The second concert, for which we crossed over the road to Milton Court, was perhaps the most successful of all. The brainchild of baritone Simon Wallfisch, who not only briefly sang but devised the programme and read from letters and diaries more properly to remember those who lost their lives, it offered not only a touching memorial but also a valuable conspectus of artistic production, performed by the BBC Singers, young instrumentalists from the Guildhall, and Nicholas Chalmers. What might not seem the most intrinsically interesting of choral music was transformed by our knowledge of its educative role at Theresienstadt, where education was prohibited but keeping children busy was not, singing falling into that category. And what one could learn by singing, as one of the readings reminded us. Here the determination to bear Jewish witness was one of the many things experienced, for instance through by Two Hebrew Pieces and Yiddish Songs by Viktor Ullmann. Gideon Klein’s String Trio, concise and almost shocking in its mastery, received a fine, comprehending performance, every bit as involving in more ‘purely’ musical terms as it was in remembrance. Cabaret was present too. An arrangement of the closing chorale from Ullmann’s Kaiser von Atlantis looked forward to the evening. But this finely planned selection was so much more than the sum of its parts. It is to be hoped that Wallfisch has opportunity to give it elsewhere.

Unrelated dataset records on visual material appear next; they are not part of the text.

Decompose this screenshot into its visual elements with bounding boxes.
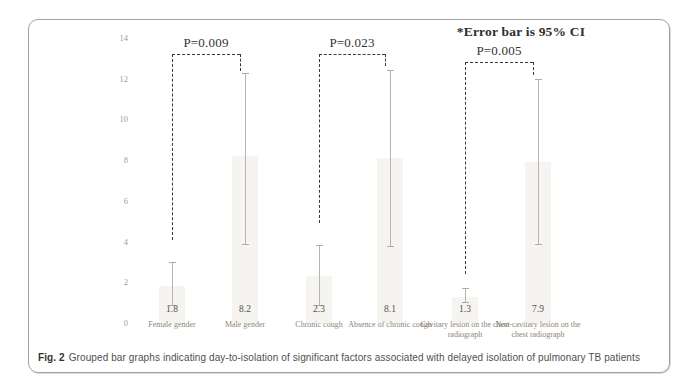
figure-caption: Fig. 2Grouped bar graphs indicating day-… — [38, 352, 652, 363]
figure-caption-text: Grouped bar graphs indicating day-to-iso… — [69, 352, 640, 363]
ci-annotation: *Error bar is 95% CI — [421, 24, 621, 40]
figure-caption-label: Fig. 2 — [38, 352, 65, 363]
figure-page: *Error bar is 95% CI 024681012141.8Femal… — [0, 0, 694, 380]
figure-border — [28, 19, 670, 373]
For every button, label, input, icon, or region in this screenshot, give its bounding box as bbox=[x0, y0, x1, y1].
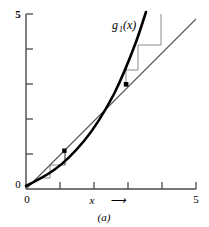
cobweb-plot-svg: 5 0 0 5 g 1 (x) x ⟶ (a) bbox=[0, 0, 209, 227]
figure-caption: (a) bbox=[98, 211, 111, 224]
fixed-point-iteration-figure: 5 0 0 5 g 1 (x) x ⟶ (a) bbox=[0, 0, 209, 227]
y-axis-max-label: 5 bbox=[15, 8, 21, 20]
y-axis-origin-label: 0 bbox=[15, 178, 21, 190]
x-axis-variable-name: x bbox=[89, 194, 95, 206]
x-axis-max-label: 5 bbox=[193, 193, 199, 205]
x-axis-origin-label: 0 bbox=[24, 193, 30, 205]
curve-label-g1: g 1 (x) bbox=[112, 18, 136, 34]
x-axis-direction-arrow: ⟶ bbox=[110, 194, 127, 206]
curve-label-argument: (x) bbox=[123, 18, 136, 32]
iteration-marker-upper bbox=[124, 82, 129, 87]
curve-label-base: g bbox=[112, 18, 118, 32]
iteration-marker-lower bbox=[62, 149, 66, 153]
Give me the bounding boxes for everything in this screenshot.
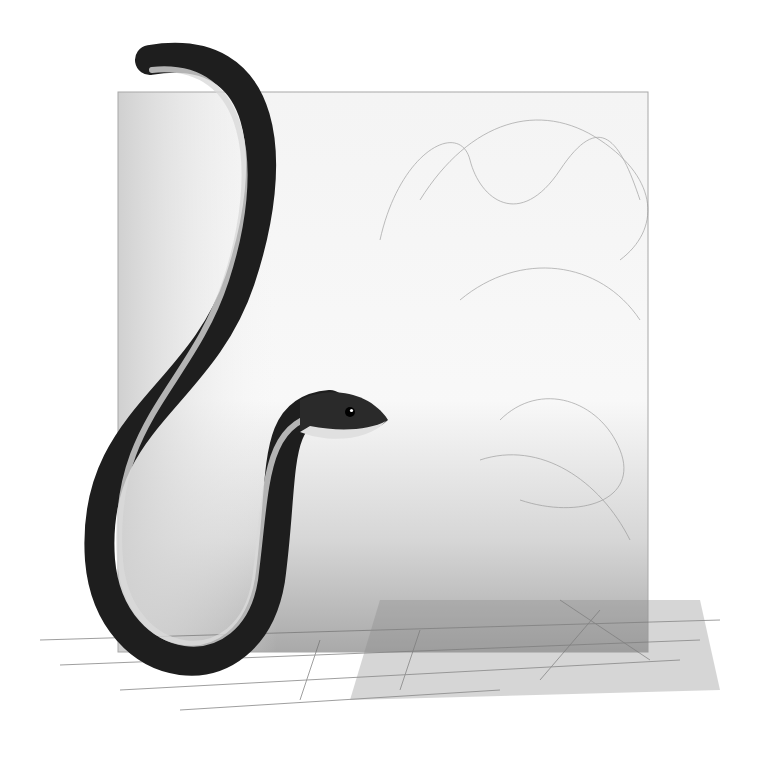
snake-eye (345, 407, 355, 417)
sketch-illustration (0, 0, 760, 762)
snake-drawing: Pencil/charcoal drawing of a dark snake … (0, 0, 760, 762)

And so, to the evening, where we saw a resourceful concert staging of Ullmann’s celebrated opera. It was haunted not only by the opening pageant of characters walking on stage, Death laying down a suitcase (of course), others picking up props from it, but later by a shocking interpolation of sound from without the camp: a sound of actual war, and then of crowds hailing Hitler (for whom, read the Emperor). But it was the early parody of Mahler, the ‘Trinklied vom Jammer der Erde’, life both overflowing and fundamentally tragic, that hit home most strongly for me, fruitfully, fatally overshadowing what was to come. A fine cast, the BBC Symphony Orchestra, and Josep Pons, captured our attention and never let it wander. This is not Brecht-Weill; nor should it attempt to be. It breathed a sadder, more unmediated, yet undoubtedly sincere air: not a work one wishes to encounter often, but which one definitely should from time to time. Quite what Messiaen’s Quartet for the End of Time was doing in this company, I do not know. Musicians from the Guildhall gave an impressive performance, especially so during its passages—movements—of slow ecstasy. A prison camp, whilst no fun, was not, however, a concentration camp. Messiaen’s compositional mastery seemed to accentuate the divide further, giving an unfortunate impression of climax upon the day’s towering (acknowledged) musical masterpiece. Audience whooping at the close only made matters worse. It was a pity, but we had heard—and learned—much of very different value before.